In the fiscal year 2021-2022, the operation cost of public toilets by San Francisco Public Works was $12.7 million or $113,000 per year per portable toilet that opens 40 hr/week. Using this as a baseline, the public healthroom is susceptible to higher costs to engineer, build and operate beyond the government budget. To actuate the significant value of public healthroom that transitions US healthcare spendings from quantity to quality, a MVP must be developed to analyze potential funding structures (private vs public vs hybrid) and user-testing.

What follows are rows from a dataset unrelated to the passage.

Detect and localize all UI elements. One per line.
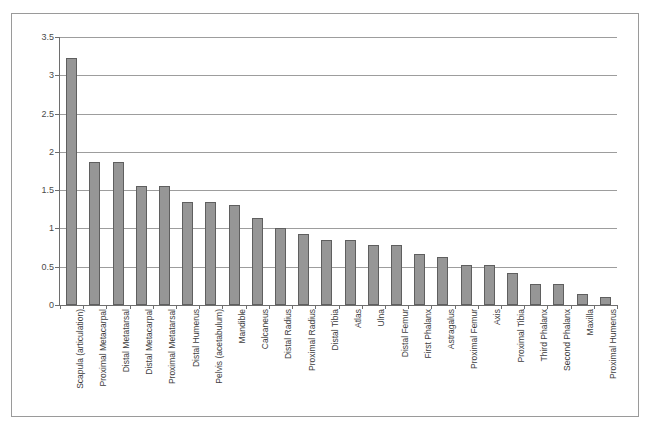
bar-slot <box>83 37 106 305</box>
bar[interactable] <box>437 257 448 305</box>
x-label-slot: Third Phalanx <box>524 309 547 427</box>
x-label-slot: Atlas <box>339 309 362 427</box>
bar-slot <box>478 37 501 305</box>
x-label-slot: Distal Tibia <box>315 309 338 427</box>
bar-slot <box>547 37 570 305</box>
bar[interactable] <box>321 240 332 305</box>
bar-slot <box>60 37 83 305</box>
bar[interactable] <box>345 240 356 305</box>
x-label-slot: Mandible <box>222 309 245 427</box>
x-label-slot: Proximal Humerus <box>594 309 617 427</box>
bar[interactable] <box>66 58 77 305</box>
bar[interactable] <box>461 265 472 305</box>
bar[interactable] <box>113 162 124 305</box>
bar[interactable] <box>229 205 240 305</box>
bar[interactable] <box>414 254 425 305</box>
bar-slot <box>594 37 617 305</box>
bar-slot <box>246 37 269 305</box>
x-label-slot: Distal Humerus <box>176 309 199 427</box>
x-label-slot: Distal Femur <box>385 309 408 427</box>
bar-slot <box>455 37 478 305</box>
x-tick-label: Proximal Humerus <box>609 309 618 379</box>
bar[interactable] <box>577 294 588 305</box>
bar-slot <box>431 37 454 305</box>
bar[interactable] <box>368 245 379 305</box>
y-tick-label: 1 <box>2 224 54 233</box>
y-tick-label: 0.5 <box>2 263 54 272</box>
bar[interactable] <box>507 273 518 305</box>
bar[interactable] <box>530 284 541 305</box>
y-tick-label: 0 <box>2 301 54 310</box>
x-label-slot: Proximal Femur <box>455 309 478 427</box>
x-axis-labels: Scapula (articulation)Proximal Metacarpa… <box>60 309 617 427</box>
bar[interactable] <box>391 245 402 305</box>
x-label-slot: Second Phalanx <box>547 309 570 427</box>
y-tick-label: 2 <box>2 148 54 157</box>
bar-slot <box>385 37 408 305</box>
bar-slot <box>222 37 245 305</box>
x-label-slot: Pelvis (acetabulum) <box>199 309 222 427</box>
x-label-slot: Distal Metacarpal <box>130 309 153 427</box>
x-label-slot: Proximal Metatarsal <box>153 309 176 427</box>
bar-slot <box>130 37 153 305</box>
bar-slot <box>292 37 315 305</box>
y-tick-label: 2.5 <box>2 110 54 119</box>
x-label-slot: Scapula (articulation) <box>60 309 83 427</box>
bar-slot <box>524 37 547 305</box>
bar[interactable] <box>252 218 263 305</box>
x-label-slot: Ulna <box>362 309 385 427</box>
bar-series <box>60 37 617 305</box>
bar[interactable] <box>298 234 309 305</box>
x-label-slot: Calcaneus <box>246 309 269 427</box>
x-label-slot: Proximal Metacarpal <box>83 309 106 427</box>
bar-slot <box>501 37 524 305</box>
x-label-slot: Proximal Radius <box>292 309 315 427</box>
bar[interactable] <box>89 162 100 305</box>
bar[interactable] <box>275 228 286 305</box>
bar[interactable] <box>600 297 611 305</box>
bar-slot <box>176 37 199 305</box>
x-label-slot: Axis <box>478 309 501 427</box>
bar-slot <box>106 37 129 305</box>
bar[interactable] <box>182 202 193 305</box>
y-tick-label: 3 <box>2 71 54 80</box>
x-label-slot: First Phalanx <box>408 309 431 427</box>
x-label-slot: Astragalus <box>431 309 454 427</box>
y-axis-labels: 3.532.521.510.50 <box>0 0 54 430</box>
bar-slot <box>153 37 176 305</box>
x-label-slot: Distal Metatarsal <box>106 309 129 427</box>
x-label-slot: Proximal Tibia <box>501 309 524 427</box>
bar-slot <box>199 37 222 305</box>
bar[interactable] <box>484 265 495 305</box>
chart-figure: 3.532.521.510.50 Scapula (articulation)P… <box>0 0 648 430</box>
y-tick-label: 1.5 <box>2 186 54 195</box>
bar-slot <box>339 37 362 305</box>
y-tick-label: 3.5 <box>2 33 54 42</box>
bar-slot <box>571 37 594 305</box>
bar-slot <box>315 37 338 305</box>
bar-slot <box>408 37 431 305</box>
bar[interactable] <box>136 186 147 305</box>
bar[interactable] <box>205 202 216 305</box>
bar[interactable] <box>159 186 170 305</box>
bar[interactable] <box>553 284 564 305</box>
bar-slot <box>269 37 292 305</box>
x-label-slot: Distal Radius <box>269 309 292 427</box>
bar-slot <box>362 37 385 305</box>
x-label-slot: Maxilla <box>571 309 594 427</box>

One potential MVP to test the idea is to develop each tool separately:
One potential MVP to test the idea is to develop each tool separately:
- Refurbishing public restrooms or restrooms in community center (YMCA, Student Centers, retail toilets) with urine/stool analysis toilets, following Olive.earth
- Developing a software for screening recommendations based on age and sex, used for retail healthcare (CVS MinuteClinic, Walgreens Health, Walmart Health Center), and integrating with their screening/lab test services
- Aggregating at-home test/finger-prick test vendors into one physical vending machine at retailers and community health centers
By promoting lifestyle changes and increasing preventive care awareness and access, policy makers and care providers are constantly striving to support better health outcomes for all—the Public Healthroom opens up a conversation around seamlessly integrating health into our daily encounters via the built environment. As emergent technologies develop and preventive care needs increase in the next five years, success in implementation and public utilization will rely heavily on design, and on how thoroughly we consider how the experience of engaging with one's health can be seamless and timely without over-complications in technology.